Category Archives: Theses

Negotiating Disability in Everyday Life: The Experience of Psycho-Emotional Disablism (PhD thesis, 2008)

Reeve, D. (2008) Negotiating Disability in Everyday Life: The Experience of Psycho-Emotional Disablism, PhD Thesis, Lancaster: Lancaster University.

Abstract

It has been recognised that disability studies has been excellent at theorising structural disablism which affects what people with impairments can do. However, disabling factors which affect people with impairments at the psycho-emotional level, have been relegated to the domain of personal trouble. Building on the ideas presented in Female Forms by Carol Thomas, this thesis has two strands: an empirical description of the complexity of psycho-emotional disablism and its effects on identity, coupled with an application of the work of Giorgio Agamben (Homo Sacer: Sovereign Power and Bare Life) to theorise this experience of psycho-emotional disablism.

At the centre of this qualitative study were ten disabled people who took part in a two-part narrative interview method and talked about their ‘experiences of disability’. The data was analysed in detail and revealed the complex interactions between structural disablism, psycho-emotional disablism, impairment effects as well as ‘disability identity’. I show how psycho-emotional disablism can be divided into two distinct forms: direct psycho-emotional disablism which can happen within interpersonal interactions between disabled people and others and indirect psycho-emotional disablism which can occur as a consequence of the experience of structural disablism. I also consider how the experience of psycho-emotional disablism affects the different ways that people with impairments  identify or not as disabled, and how this has a temporal and spatial aspect as well as being impacted by impairment effects.

Agamben’s work on homo sacer is used to explain the existential insecurity associated with the experience of psycho-emotional disablism. The concept of a ‘zone of indistinction’ is extended to introduce psychic and economic zones as well as the more common spatial zone of indistinction. I demonstrate how these zones can be found in examples of (in)direct psycho-emotional disablism and suggest that the impaired body is an example of bare life.

Negotiation of Disability and Impairment within Counselling Relationships: A Critical Evaluation from the Perspective of Clients with Spinal Cord Injuries (MA thesis, 2000)

Reeve, D. (2000) Negotiation of Disability and Impairment within Counselling Relationships: A Critical Evaluation from the Perspective of Clients with Spinal Cord Injuries, MA Thesis, Leeds: University of Leeds.

Abstract

This empirical study explores the counselling experiences of clients with spinal cord injury (SCI) with particular reference to the ways in which issues about disability and impairment were discussed by both counsellor and client. The effects of the counsellor’s understanding of disability and impairment on the counselling outcome are also considered together with factors that would improve the quality of counselling for future clients. It builds on a study carried out five years ago which considered the counselling experiences of disabled clients from the perspective of the counsellor; one of the acknowledged omissions from this study was the voice of the disabled client. This research also draws on recent discussions within disability studies about the psycho-emotional dimensions of disability and the complex ways in which the experience of living with disability is intertwined with the experience of living with impairment.

Five participants were involved in the research who all had experience of counselling with one or more different counsellors or psychologists since injury. The research was carried out within the emancipatory research paradigm using qualitative methods. Interviews took place with each participant in which they discussed the ways that disability and impairment issues had been handled within past counselling relationships.

The ways in which these participants described their experiences of disability and impairment were rich and complex and revealed an interdependence not explained by a simple social/biological dualism separating disability from impairment. Participants discussed the emotional effects of incontinence highlighting an aspect of the ‘personal’ experience of impairment that has been neglected within the literature. The structural and emotional effects of disability were also discussed with counsellors and it was found that counsellors who did not understand disability as a social construct, failed to counsel effectively and often further oppressed their disabled clients. Participants also found it helpful if the counsellor themselves had knowledge of SCI and was able to pass on information and advice.

These observations have many implications for counselling practice. I suggest that counsellors working with disabled people need to work within the framework of the social model of disability to avoid further disabling their clients. I propose that in addition to making Disability Equality Training (DET) a mandatory part of all counselling courses, this DET must include reference to the psycho-emotional dimension of disability and the ways in which disabled people internalise the negative prejudices and attitudes held by the society they live in. I also argue that a new counselling approach might be more suitable for disabled people which recognises the multiple effects of disablism and offers a more directive counselling approach to empower disabled clients.

I evaluate my research practice and identify the lessons I have learnt from this research experience. Finally I discuss these problems in the light of recent attempts at participatory research within counselling research and propose that emancipatory research offers a new methodology for counselling research which is highly suitable for researching the counselling experiences of oppressed groups in society – areas which are absent within counselling research to date.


§ **Your assignment**
Images are not part of the copy; write out the rest of the data exactly as given.

§ **Available data**
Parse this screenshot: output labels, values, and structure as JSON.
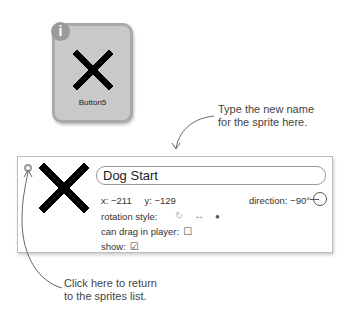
{
  "sprite_card": {
    "info_icon": "i",
    "costume_icon": "x-cross-costume",
    "label": "Button5"
  },
  "callouts": {
    "rename_line1": "Type the new name",
    "rename_line2": "for the sprite here.",
    "back_line1": "Click here to return",
    "back_line2": "to the sprites list."
  },
  "info_panel": {
    "sprite_name": "Dog Start",
    "x_label": "x: −211",
    "y_label": "y: −129",
    "direction_label": "direction: −90°",
    "rotation_style_label": "rotation style:",
    "rotation_options": [
      "↻",
      "↔",
      "●"
    ],
    "can_drag_label": "can drag in player:",
    "can_drag_value": "☐",
    "show_label": "show:",
    "show_value": "☑"
  },
  "colors": {
    "card_bg": "#c9c9c9",
    "card_border": "#a9a9a9",
    "badge": "#9a9a9a",
    "panel_border": "#bdbdbd"
  }
}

§ **Expected output**
Parse this screenshot: output labels, values, and structure as JSON.
{
  "sprite_card": {
    "info_icon": "i",
    "costume_icon": "x-cross-costume",
    "label": "Button5"
  },
  "callouts": {
    "rename_line1": "Type the new name",
    "rename_line2": "for the sprite here.",
    "back_line1": "Click here to return",
    "back_line2": "to the sprites list."
  },
  "info_panel": {
    "sprite_name": "Dog Start",
    "x_label": "x: −211",
    "y_label": "y: −129",
    "direction_label": "direction: −90°",
    "rotation_style_label": "rotation style:",
    "rotation_options": [
      "↻",
      "↔",
      "●"
    ],
    "can_drag_label": "can drag in player:",
    "can_drag_value": "☐",
    "show_label": "show:",
    "show_value": "☑"
  },
  "colors": {
    "card_bg": "#c9c9c9",
    "card_border": "#a9a9a9",
    "badge": "#9a9a9a",
    "panel_border": "#bdbdbd"
  }
}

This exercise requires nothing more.